On a recent Sunday afternoon in Harlem, Ike Edeani spent two minutes in a bustling beauty salon on a quest for gestures of vibrant Black personal style. The beauty salon is, by any measure, the service station of Black vernacular style. In a testament to Edeani’s razor-sharp eye, those two minutes produced a stunning black-and-white photograph that tells a story about hair braiding, tenderness, labor, and intimacy within the Black beauty shop. 

By slowing down to focus on the details, Edeani creates an image dense with meaning. “The woman braiding her hair has tribal marks, which I know from Nigeria,” Edeani says. “Here are these two Black women with completely different complexions and backgrounds. You’ve got the tribal marks, you’ve got the tattoo, the chain, the hoodie. For me, widening the frame made the image much stronger, much more of a story.” 

Born in Nigeria before moving to the United States at the age of sixteen, Edeani is a self-taught photographer who initially trained as an architect. Even so, he always knew he wanted to be an artist. At a young age, he dabbled in drawing and still life painting, and realized how easy it was for him to reproduce things he saw in the world. “I would draw and paint all the time,” he shares. “But in Nigeria, the only kind of career options that are visible to you, at least as a kid, are doctor, engineer, or lawyer. I wasn’t interested in science and I knew I wasn’t going to be a doctor.” 

Architecture was a happy medium between creative expression and the safety of a stable career. After practicing in the field for a few years, he soon realized that he didn’t want to build anything, but he was interested in design

What better place to see design than through Black style on the streets of New York? As proof of life in the city, the street has excited the brushstrokes and lenses of a wide range of artists and photographers, from the gritty paintings of John Sloan in the early twentieth century to photographers like Roy DeCarava, Jamel Shabazz, and Bill Cunningham. Edeani extends this legacy by turning his cinematic flair toward the brilliance of the everyday. Black vernacular style—the kind of vibrant personal style that takes place far outside an extractive fashion system driven by labels, trends, and fashion seasons—has a mind of its own.  

Church Sunday. Harlem. Little girls dressed in stockings and barrettes. Mothers, grandmothers, and aunties in hats, head wraps, and pencil skirts. “I don’t think I could have done this project justice without including Sunday style,” Edeani says. “Sundays were when we got dressed up. Sunday was the day you show out because that’s when you go to church, which means you’re seeing everybody. That’s the Met Gala.”

At the heart of Edeani’s work is an insistence on glimpses, gestures, and fleeting encounters, rather than posed portraits. Call it the intimacy of the moment. When we pose, we pose the way we always pose. We become hyper aware of the camera, of the photographer, and of our own awkward selves. The juice of Black personal style, for Edeani, lies in the zhuzh—a moment of expression that comes when we add our own twist, our own five-six-seven-eight set to the look, particularly for folks who work jobs that require them to wear a uniform every day. “Black folks do that better than anybody,” Edeani says, “Because we’re denied access, so you make your own shit. And I think that’s so beautiful.” 

For Black folks, who exist within the frame of what the poet Dionne Brand calls “virtuosity or despair,” style is never about vanity. It’s always about creativity, personal expression, and small—even if the smallest—gestures of refusal. The way Edeani sees it, whether we’re going to church or just going about our day, “Black folks want to look good in front of other Black folks. What I really love about Black style is the idea that this is what people choose to put on before they leave the house—this is their best foot forward. And that, to me, is amazing.”

Ike Edeani’s photographs were created using FUJIFILM GFX100RF.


◆ Task instructions ◆
What is needed is the full listing written out exactly, minus the pictures.

◆ Extracted information ◆
-------

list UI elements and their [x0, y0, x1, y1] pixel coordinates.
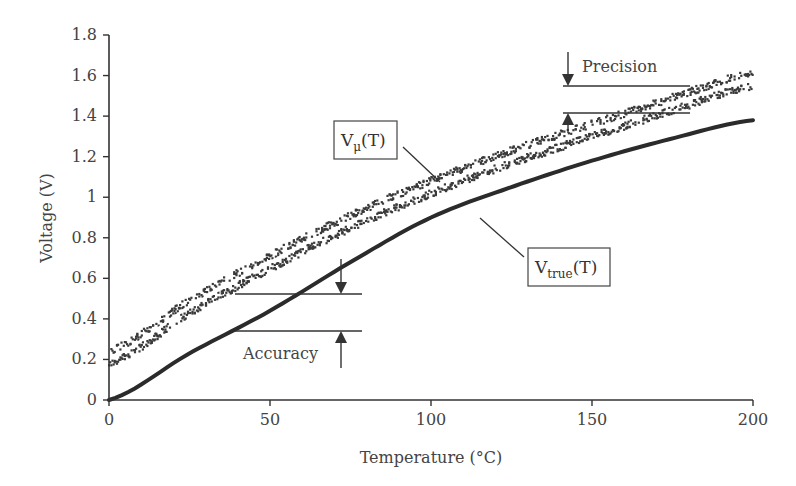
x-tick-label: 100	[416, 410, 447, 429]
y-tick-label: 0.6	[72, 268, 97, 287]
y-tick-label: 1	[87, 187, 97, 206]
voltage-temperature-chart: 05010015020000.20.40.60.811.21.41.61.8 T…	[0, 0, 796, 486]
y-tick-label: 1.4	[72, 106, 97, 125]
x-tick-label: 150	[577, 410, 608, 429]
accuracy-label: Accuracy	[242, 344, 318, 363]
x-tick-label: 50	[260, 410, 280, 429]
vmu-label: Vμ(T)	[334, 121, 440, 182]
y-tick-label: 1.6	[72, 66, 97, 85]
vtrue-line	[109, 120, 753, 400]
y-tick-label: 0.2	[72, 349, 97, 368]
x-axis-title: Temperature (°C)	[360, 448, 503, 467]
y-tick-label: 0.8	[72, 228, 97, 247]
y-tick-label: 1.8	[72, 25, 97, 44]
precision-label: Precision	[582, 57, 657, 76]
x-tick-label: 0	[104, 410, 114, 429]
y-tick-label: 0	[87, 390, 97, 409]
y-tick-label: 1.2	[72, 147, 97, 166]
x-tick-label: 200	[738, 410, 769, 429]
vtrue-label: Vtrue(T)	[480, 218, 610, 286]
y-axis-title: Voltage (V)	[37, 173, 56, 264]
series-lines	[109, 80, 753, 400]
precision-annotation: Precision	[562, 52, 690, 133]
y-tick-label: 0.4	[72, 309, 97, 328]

-------

◆ Completed exercise ◆
list UI elements and their [x0, y0, x1, y1] pixel coordinates.
x-tick-label: 100	[416, 410, 447, 429]
y-tick-label: 0.6	[72, 268, 97, 287]
y-tick-label: 1	[87, 187, 97, 206]
voltage-temperature-chart: 05010015020000.20.40.60.811.21.41.61.8 T…	[0, 0, 796, 486]
y-tick-label: 1.4	[72, 106, 97, 125]
x-tick-label: 150	[577, 410, 608, 429]
accuracy-label: Accuracy	[242, 344, 318, 363]
x-tick-label: 50	[260, 410, 280, 429]
vmu-label: Vμ(T)	[334, 121, 440, 182]
y-tick-label: 1.6	[72, 66, 97, 85]
vtrue-line	[109, 120, 753, 400]
y-tick-label: 0.2	[72, 349, 97, 368]
x-axis-title: Temperature (°C)	[360, 448, 503, 467]
y-tick-label: 0.8	[72, 228, 97, 247]
y-tick-label: 1.8	[72, 25, 97, 44]
precision-label: Precision	[582, 57, 657, 76]
x-tick-label: 0	[104, 410, 114, 429]
y-tick-label: 0	[87, 390, 97, 409]
y-tick-label: 1.2	[72, 147, 97, 166]
x-tick-label: 200	[738, 410, 769, 429]
vtrue-label: Vtrue(T)	[480, 218, 610, 286]
y-axis-title: Voltage (V)	[37, 173, 56, 264]
series-lines	[109, 80, 753, 400]
precision-annotation: Precision	[562, 52, 690, 133]
y-tick-label: 0.4	[72, 309, 97, 328]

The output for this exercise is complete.